PARLOR PERFORMANCES
[AMERICAN "RECITERS"]


As a long-running popular-culture genre, the "reciter" or "reader" anthologized stories, skits, jokes, and poems for both children and adults, with everything in it designed for learning by rote for oral presentation during family hours or in public at (for example) school, civic, or lodge functions. A repertoire from an array of reciters also allowed one to shine as part of parlor entertainment in boarding house life, where, in pre-radio and pre-television days, stories were read aloud and roomers performed skits and declaimed after dinner! The books were a favorite mail-order acquisition of children and, apparently, teen-agers.

All examples below are side stitched in printed, often elaborately printed, wrappers. (Side stitching to "bind" pamphlets and other small publications was introduced ca. 1880 and involves the use of flat metal staples in place of sewing with thread.) All are in exceptionally good to fine condition and may have emerged from a box of remainders. Such covers in such condition could form an important part of an exhibition about U.S. Victorian bindings.

These anthologies display, for good and for ill, the mainstream humor of the post–Civil War to WWI era, most of it ethnically based and presented in dialect—sometimes still good for a fine bark of a laugh and at other times grossly offensive to the modern reader. Irish, French, and German immigrants are pilloried, so too the "Negro," Yankee, and "ill-educated" "back-woods" citizenry. Mark Twain, Bret Harte, Sarah Orne Jewett, Harriet Beecher Stowe, and Mrs. Piozzi appear, excerpted, among the often deservedly forgotten, and the books offer many classic set-pieces, from "Curfew Must Not Ring Tonight" to "The Old Oaken Bucket" to "The Charge of the Light Brigade."

Precisely when these publications were printed is not easily established. Most have copyright dates but none have publication dates. We know, for example, that all of the "Dick's" books were copyright by Dick and Fitzgerald, some as early as 1871, but more than a few bear "Fitzgerald Publishing Corporation" on the title-page, and that company did not come into existence until after William Dick's death in 1901. That is a good capsule view of the problem.

 

Dick, William B., ed. Dick's recitations and readings No. 14. A carefully compiled selection of humorous, pathetic, eloquent, patriotic and sentimental pieces in poetry and prose, exclusively designed for recitation or reading. New York: Dick & Fitzgerald Publishers, ©1882. 12mo. 180 pp., [6 (ads)] ff.
$42.50

"The Idiot Lad" — "The Women of Mumbles Head"
Dick, William B., ed. Dick's recitations and readings No. 16. A carefully compiled selection of humorous, pathetic, eloquent, patriotic and sentimental pieces in poetry and prose, exclusively designed for recitation or reading. New York: Fitzgerald Publishing Corporation[,] successor to Dick & Fitzgerald, n.d. [©1886, but printed later]. 12mo. 180 pp., [6 (ads)] ff.
$42.50


"Uncle Billy & the Civil Rights Bill"
"Satan & the Grog Seller"
Dick, William B., ed. Dick's recitations and readings No. 12. A carefully compiled selection of humorous, pathetic, eloquent, patriotic and sentimental pieces in poetry and prose, exclusively designed for recitation or reading. New York: Dick & Fitzgerald Publishers, ©1881. 12mo. 182 pp., [5 (ads)] ff.
$42.50


So, Will You Hear "Polly's Lecture to Dolly" or!
"Dot Lambs Wot Mary Haf Got"?
Dick, William B., ed. Dick's juvenile speaker for boys and girls containing original and selected speeches and recitations for young folks and little children. New York: Fitzgerald Publishing Corporation[,] successor to Dick & Fitzgerald, n.d. [©1897, but printed later]. 12mo. 90 pp., [3 (ads)] ff.
$37.50


Adam Never Was a Boy . . .”
Dick, William B., ed.  Dick's little folk's reciter containing original and selected speeches and recitations for young children. New York: Fitzgerald Publishing Corporation, successor to Dick & Fitzgerald, [Š1896, but printed later]. 12mo. 90 pp., [3 (ads)] ff.
$37.50


One for Tiny Tots
Dick, William B., ed.   Dick's speeches for tiny tots containing a selection of pieces specially adapted for quite young and very small children. New York: Fitzgerald Publishing Corporation[,] successor to Dick & Fitzgerald, n.d. [Š1895, but printed later]. 12mo. 90 pp., [3 (ads)] ff.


* BRIEF
Return each line of the entries that holds the string "site".

━━━ AVAILABLE DATA

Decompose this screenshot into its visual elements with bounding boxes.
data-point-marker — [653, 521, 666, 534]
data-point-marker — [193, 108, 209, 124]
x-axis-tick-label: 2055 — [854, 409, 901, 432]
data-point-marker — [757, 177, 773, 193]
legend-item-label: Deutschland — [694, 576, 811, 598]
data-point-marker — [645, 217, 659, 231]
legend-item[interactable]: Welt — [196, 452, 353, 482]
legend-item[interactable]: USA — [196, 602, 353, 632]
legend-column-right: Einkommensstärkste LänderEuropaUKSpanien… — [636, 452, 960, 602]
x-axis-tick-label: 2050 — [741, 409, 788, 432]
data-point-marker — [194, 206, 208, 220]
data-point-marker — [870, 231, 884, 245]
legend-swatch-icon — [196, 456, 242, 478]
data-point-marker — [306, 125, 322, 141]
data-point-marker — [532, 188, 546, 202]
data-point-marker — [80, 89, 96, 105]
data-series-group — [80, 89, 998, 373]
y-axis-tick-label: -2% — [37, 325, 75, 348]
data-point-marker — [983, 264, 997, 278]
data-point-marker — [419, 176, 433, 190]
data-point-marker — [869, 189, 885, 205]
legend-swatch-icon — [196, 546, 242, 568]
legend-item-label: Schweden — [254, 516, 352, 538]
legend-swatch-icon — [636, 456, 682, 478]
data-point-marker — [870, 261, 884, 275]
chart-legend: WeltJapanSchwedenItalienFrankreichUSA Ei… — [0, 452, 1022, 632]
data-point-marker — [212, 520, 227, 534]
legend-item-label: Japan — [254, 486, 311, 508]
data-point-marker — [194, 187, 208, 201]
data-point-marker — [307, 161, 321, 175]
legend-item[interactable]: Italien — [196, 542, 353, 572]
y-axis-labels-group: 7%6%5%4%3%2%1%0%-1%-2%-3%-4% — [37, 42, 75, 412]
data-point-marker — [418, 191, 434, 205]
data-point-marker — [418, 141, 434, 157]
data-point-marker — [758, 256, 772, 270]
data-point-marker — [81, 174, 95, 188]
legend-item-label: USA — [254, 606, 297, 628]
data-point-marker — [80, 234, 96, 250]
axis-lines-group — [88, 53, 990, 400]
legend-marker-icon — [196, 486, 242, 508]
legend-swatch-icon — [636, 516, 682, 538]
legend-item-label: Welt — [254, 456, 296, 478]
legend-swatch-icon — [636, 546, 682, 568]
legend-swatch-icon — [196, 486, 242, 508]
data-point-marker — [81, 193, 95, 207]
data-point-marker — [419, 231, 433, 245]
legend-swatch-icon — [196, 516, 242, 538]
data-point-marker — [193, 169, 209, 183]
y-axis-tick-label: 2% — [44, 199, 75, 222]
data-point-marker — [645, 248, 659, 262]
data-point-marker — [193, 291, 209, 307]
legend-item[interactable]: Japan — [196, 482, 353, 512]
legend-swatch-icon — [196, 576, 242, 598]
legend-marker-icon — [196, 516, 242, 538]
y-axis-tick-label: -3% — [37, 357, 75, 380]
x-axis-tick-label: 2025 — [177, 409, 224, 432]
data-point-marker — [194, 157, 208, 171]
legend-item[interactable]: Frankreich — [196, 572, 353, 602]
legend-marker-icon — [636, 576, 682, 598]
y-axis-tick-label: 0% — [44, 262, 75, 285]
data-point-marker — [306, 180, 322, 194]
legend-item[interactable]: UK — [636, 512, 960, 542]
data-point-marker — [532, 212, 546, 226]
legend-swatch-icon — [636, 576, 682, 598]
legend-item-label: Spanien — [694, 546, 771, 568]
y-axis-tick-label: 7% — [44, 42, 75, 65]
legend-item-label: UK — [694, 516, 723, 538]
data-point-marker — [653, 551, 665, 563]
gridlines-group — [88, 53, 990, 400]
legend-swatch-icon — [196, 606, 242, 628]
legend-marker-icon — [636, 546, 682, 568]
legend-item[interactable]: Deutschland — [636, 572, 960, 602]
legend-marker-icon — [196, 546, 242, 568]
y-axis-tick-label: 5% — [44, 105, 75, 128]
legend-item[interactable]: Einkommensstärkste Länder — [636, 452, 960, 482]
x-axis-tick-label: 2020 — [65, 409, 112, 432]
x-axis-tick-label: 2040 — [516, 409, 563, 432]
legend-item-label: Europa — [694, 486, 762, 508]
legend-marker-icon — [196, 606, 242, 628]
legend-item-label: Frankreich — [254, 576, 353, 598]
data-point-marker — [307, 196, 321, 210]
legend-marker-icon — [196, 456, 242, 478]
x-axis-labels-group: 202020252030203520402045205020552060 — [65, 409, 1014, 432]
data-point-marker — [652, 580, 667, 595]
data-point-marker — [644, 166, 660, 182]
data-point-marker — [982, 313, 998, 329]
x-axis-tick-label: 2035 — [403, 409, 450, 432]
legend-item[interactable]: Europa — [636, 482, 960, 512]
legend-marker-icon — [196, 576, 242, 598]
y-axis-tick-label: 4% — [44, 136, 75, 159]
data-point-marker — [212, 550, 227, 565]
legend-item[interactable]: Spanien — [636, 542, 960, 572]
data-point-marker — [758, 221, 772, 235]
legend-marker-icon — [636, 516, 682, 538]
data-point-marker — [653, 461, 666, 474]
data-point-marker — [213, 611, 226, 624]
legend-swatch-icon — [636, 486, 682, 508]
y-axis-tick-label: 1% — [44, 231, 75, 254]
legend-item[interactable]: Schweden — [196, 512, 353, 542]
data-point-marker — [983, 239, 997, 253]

━━━━━━
━━━ AVAILABLE DATA

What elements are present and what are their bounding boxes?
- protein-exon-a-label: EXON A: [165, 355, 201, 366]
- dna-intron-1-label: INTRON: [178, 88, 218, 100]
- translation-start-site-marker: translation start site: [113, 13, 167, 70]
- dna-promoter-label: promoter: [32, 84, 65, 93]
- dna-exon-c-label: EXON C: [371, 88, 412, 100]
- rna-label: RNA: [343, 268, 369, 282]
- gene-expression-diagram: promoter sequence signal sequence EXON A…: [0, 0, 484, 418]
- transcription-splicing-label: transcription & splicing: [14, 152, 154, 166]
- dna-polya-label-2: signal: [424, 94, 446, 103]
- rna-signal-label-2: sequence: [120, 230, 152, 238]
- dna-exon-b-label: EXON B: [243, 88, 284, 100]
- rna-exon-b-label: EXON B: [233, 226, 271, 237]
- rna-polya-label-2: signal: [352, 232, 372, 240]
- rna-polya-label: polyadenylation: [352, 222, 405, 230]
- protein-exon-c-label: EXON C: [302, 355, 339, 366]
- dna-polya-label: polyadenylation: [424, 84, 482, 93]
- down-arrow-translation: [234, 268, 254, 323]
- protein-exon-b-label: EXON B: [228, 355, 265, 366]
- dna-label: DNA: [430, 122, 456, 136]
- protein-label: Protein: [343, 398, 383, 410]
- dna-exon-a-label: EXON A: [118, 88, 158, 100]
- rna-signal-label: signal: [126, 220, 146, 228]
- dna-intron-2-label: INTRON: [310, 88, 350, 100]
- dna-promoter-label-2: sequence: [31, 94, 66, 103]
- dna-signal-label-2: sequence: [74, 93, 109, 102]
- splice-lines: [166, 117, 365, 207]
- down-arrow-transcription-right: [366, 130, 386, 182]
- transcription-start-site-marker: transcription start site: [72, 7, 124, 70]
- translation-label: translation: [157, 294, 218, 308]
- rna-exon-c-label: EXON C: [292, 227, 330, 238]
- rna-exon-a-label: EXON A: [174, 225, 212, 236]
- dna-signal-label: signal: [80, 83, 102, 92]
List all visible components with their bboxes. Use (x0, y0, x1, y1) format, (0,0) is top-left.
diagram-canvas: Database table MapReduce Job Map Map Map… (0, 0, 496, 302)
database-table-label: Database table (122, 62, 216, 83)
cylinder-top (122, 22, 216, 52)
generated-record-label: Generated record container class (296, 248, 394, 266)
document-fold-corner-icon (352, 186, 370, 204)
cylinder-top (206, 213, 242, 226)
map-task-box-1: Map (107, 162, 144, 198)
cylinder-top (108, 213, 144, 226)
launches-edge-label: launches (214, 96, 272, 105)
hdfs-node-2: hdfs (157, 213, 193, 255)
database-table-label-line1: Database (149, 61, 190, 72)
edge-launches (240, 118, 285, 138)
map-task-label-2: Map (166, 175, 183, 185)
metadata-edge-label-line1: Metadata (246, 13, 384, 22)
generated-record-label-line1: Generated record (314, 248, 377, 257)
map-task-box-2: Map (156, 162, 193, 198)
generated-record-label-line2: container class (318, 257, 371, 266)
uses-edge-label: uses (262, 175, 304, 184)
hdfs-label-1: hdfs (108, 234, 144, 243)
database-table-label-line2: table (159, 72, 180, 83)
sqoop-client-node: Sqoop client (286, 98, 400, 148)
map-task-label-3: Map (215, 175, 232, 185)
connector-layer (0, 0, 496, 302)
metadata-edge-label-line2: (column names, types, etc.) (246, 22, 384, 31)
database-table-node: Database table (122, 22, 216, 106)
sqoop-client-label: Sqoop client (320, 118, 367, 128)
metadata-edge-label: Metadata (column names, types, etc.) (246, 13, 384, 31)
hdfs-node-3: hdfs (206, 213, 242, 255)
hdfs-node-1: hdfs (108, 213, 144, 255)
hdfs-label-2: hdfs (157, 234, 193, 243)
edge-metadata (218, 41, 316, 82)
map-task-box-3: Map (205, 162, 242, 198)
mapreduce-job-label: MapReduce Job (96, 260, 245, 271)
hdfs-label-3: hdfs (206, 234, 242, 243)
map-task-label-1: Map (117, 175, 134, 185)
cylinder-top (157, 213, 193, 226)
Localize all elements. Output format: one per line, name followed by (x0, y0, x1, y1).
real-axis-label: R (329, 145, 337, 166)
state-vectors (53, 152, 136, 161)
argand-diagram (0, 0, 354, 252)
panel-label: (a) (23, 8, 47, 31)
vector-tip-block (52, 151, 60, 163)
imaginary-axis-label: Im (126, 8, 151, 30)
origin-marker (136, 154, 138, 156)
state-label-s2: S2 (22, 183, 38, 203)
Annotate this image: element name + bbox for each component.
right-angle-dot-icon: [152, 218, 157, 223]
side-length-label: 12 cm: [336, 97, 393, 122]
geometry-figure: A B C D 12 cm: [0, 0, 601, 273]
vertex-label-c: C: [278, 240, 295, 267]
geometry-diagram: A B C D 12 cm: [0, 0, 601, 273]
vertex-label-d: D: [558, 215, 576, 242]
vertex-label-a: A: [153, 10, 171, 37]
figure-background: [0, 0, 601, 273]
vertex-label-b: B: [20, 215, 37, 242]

━━━━━━
━━━ AVAILABLE DATA

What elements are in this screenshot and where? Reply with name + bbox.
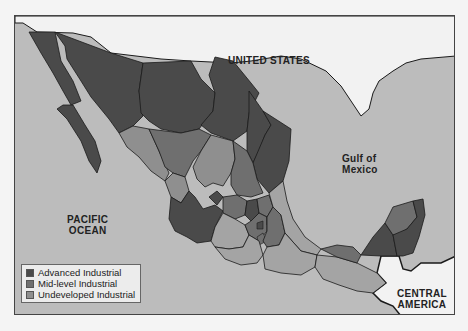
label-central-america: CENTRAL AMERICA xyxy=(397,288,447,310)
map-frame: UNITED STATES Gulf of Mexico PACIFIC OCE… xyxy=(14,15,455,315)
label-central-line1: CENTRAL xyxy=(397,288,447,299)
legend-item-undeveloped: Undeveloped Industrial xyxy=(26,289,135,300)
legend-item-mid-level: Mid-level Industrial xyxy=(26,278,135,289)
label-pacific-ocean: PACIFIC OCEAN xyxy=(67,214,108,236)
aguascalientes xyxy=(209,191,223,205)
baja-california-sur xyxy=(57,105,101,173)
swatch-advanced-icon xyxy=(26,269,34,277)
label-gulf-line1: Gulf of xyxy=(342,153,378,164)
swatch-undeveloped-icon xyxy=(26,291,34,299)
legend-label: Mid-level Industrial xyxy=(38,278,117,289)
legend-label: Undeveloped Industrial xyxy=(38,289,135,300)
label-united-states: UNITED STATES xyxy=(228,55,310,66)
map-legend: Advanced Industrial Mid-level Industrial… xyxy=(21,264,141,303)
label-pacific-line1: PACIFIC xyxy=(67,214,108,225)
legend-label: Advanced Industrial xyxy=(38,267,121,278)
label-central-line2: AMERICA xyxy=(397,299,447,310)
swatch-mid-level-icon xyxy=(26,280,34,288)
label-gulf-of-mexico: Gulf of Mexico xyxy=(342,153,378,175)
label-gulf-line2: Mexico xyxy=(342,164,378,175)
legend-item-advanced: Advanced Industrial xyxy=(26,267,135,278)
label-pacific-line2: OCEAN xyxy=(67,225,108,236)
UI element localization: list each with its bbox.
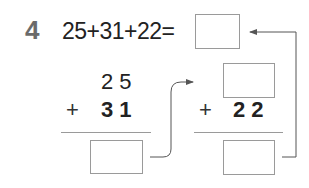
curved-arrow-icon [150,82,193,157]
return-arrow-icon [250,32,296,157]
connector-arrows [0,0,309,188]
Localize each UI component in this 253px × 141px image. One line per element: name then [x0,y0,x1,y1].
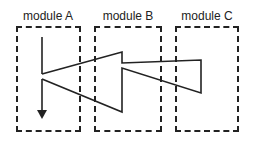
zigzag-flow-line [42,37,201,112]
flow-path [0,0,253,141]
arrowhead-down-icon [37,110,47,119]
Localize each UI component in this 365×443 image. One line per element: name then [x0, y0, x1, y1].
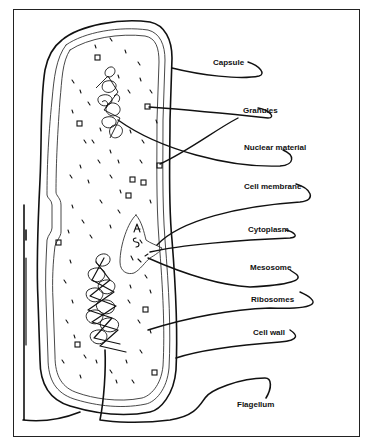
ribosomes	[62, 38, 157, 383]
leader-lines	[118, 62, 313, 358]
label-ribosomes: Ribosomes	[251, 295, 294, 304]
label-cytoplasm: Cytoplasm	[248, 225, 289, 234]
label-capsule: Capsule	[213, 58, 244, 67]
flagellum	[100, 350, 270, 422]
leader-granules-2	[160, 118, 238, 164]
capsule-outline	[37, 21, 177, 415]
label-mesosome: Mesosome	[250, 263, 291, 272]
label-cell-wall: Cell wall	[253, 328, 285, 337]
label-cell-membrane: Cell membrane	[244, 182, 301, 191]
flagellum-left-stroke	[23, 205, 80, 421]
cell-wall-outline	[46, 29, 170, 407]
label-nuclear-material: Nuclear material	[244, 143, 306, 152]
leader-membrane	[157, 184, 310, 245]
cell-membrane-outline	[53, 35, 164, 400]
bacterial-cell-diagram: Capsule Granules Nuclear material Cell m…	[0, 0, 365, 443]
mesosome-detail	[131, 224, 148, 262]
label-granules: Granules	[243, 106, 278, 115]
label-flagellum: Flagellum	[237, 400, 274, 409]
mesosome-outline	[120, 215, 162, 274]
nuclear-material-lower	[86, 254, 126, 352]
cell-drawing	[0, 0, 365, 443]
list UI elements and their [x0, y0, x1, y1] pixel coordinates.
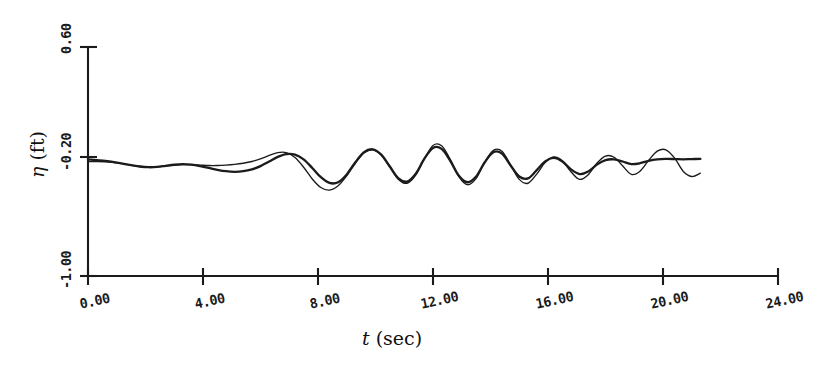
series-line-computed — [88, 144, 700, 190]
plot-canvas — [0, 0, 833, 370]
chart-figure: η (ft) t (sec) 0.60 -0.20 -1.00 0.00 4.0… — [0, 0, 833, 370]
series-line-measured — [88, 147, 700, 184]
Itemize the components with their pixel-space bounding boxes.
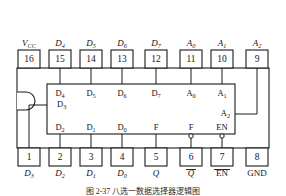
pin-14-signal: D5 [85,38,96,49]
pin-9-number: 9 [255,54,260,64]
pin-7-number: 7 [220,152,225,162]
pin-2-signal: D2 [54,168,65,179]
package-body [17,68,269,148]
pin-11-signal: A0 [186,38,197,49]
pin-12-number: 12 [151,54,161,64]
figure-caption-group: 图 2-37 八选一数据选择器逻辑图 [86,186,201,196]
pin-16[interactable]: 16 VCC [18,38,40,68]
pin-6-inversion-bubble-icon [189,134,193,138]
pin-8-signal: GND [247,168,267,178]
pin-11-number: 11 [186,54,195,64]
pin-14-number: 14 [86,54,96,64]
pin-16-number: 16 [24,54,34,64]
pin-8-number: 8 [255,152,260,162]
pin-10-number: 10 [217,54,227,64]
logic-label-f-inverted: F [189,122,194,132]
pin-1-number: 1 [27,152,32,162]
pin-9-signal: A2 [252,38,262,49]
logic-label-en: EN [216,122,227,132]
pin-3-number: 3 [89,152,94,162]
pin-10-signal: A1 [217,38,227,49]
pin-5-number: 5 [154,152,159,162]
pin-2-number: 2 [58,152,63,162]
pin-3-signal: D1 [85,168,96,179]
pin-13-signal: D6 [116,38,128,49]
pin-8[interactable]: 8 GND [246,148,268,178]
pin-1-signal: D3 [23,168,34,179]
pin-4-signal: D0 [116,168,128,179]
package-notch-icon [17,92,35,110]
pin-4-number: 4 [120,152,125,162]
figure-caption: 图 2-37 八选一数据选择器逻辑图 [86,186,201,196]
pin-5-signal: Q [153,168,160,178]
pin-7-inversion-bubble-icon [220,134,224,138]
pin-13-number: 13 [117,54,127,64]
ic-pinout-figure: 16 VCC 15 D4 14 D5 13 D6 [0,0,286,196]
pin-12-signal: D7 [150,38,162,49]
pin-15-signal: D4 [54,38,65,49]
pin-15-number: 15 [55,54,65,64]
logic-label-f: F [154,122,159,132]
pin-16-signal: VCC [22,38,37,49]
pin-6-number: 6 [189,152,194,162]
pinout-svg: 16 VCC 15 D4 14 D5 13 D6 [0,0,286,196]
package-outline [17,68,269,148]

━━━━━━

* RESPONSE
- translation-start-site-marker: translation start site: [113, 13, 167, 70]
- transcription-start-site-marker: transcription start site: [72, 7, 124, 70]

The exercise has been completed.